Standard File Conventions
By default, the Cargo build system looks for specific file paths to identify crate roots:- Binary Crate:
src/main.rs - Library Crate:
src/lib.rs
src/main.rs and src/lib.rs, it possesses two distinct crate roots, resulting in two separate crates (one binary, one library) compiled from the same package. Additional binary crate roots can be defined by placing files in the src/bin/ directory.
Module Tree Construction
The compiler only processes files that are explicitly included in the module tree. The crate root is responsible for declaring top-level child modules using themod keyword.

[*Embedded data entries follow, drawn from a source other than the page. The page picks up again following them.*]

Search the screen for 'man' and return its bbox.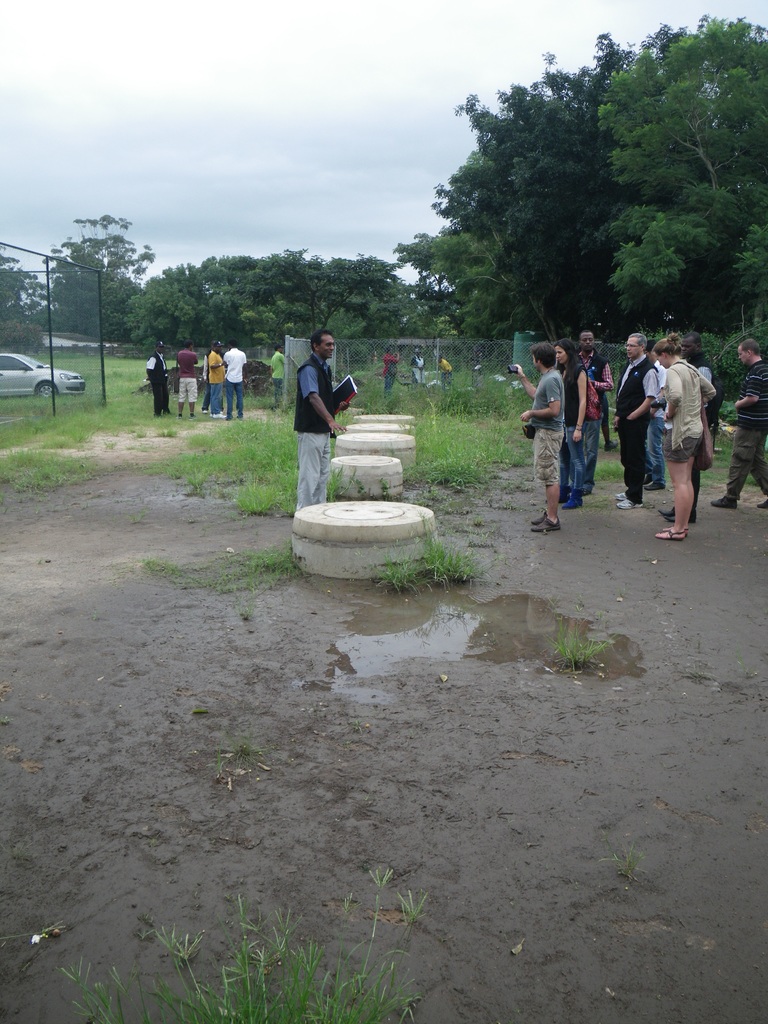
Found: detection(177, 336, 198, 417).
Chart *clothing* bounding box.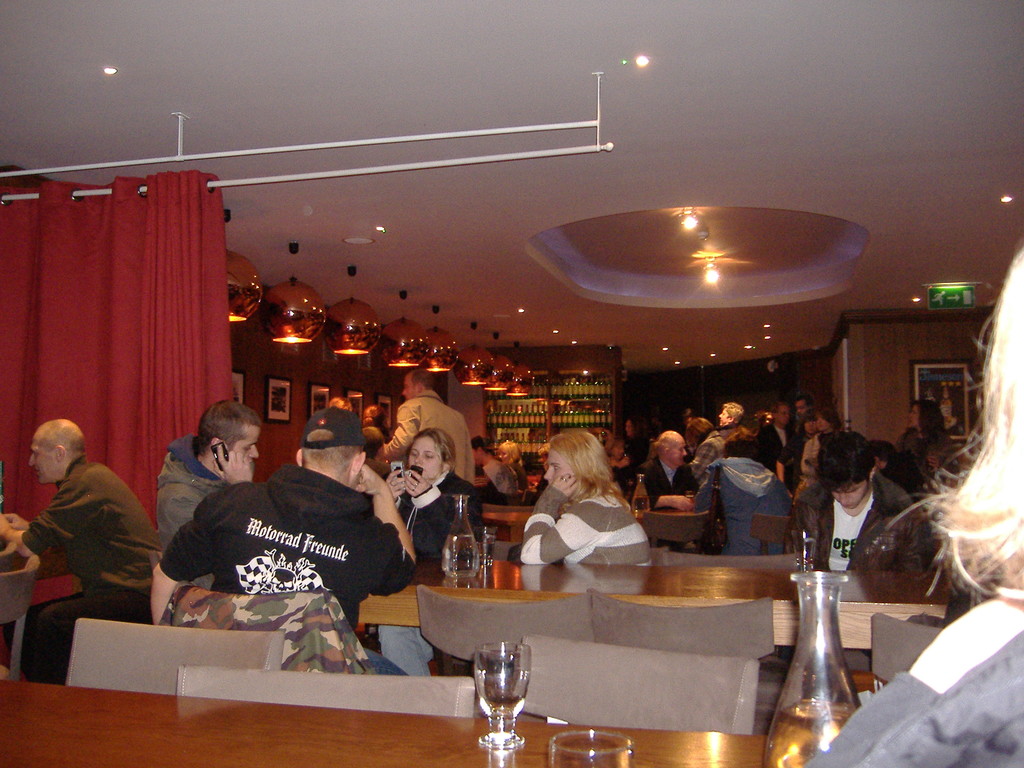
Charted: pyautogui.locateOnScreen(799, 631, 1023, 763).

When the compiler encounters a mod declaration in the crate root, it searches the file system for the corresponding module implementation.
Path Resolution
Because the crate root establishes the base of the module hierarchy, absolute paths within the crate always begin with thecrate:: prefix, which explicitly references the crate root.
Compilation Unit Boundary
The crate root defines the strict boundary of the compilation unit. Any.rs file in the project directory that is not declared via a mod statement originating from the crate root—either directly or transitively through child modules—is entirely ignored by the compiler. The compiler parses the crate root first, follows the mod declarations to other files, and aggregates all reachable modules into a single Abstract Syntax Tree (AST) to produce the final binary or library artifact.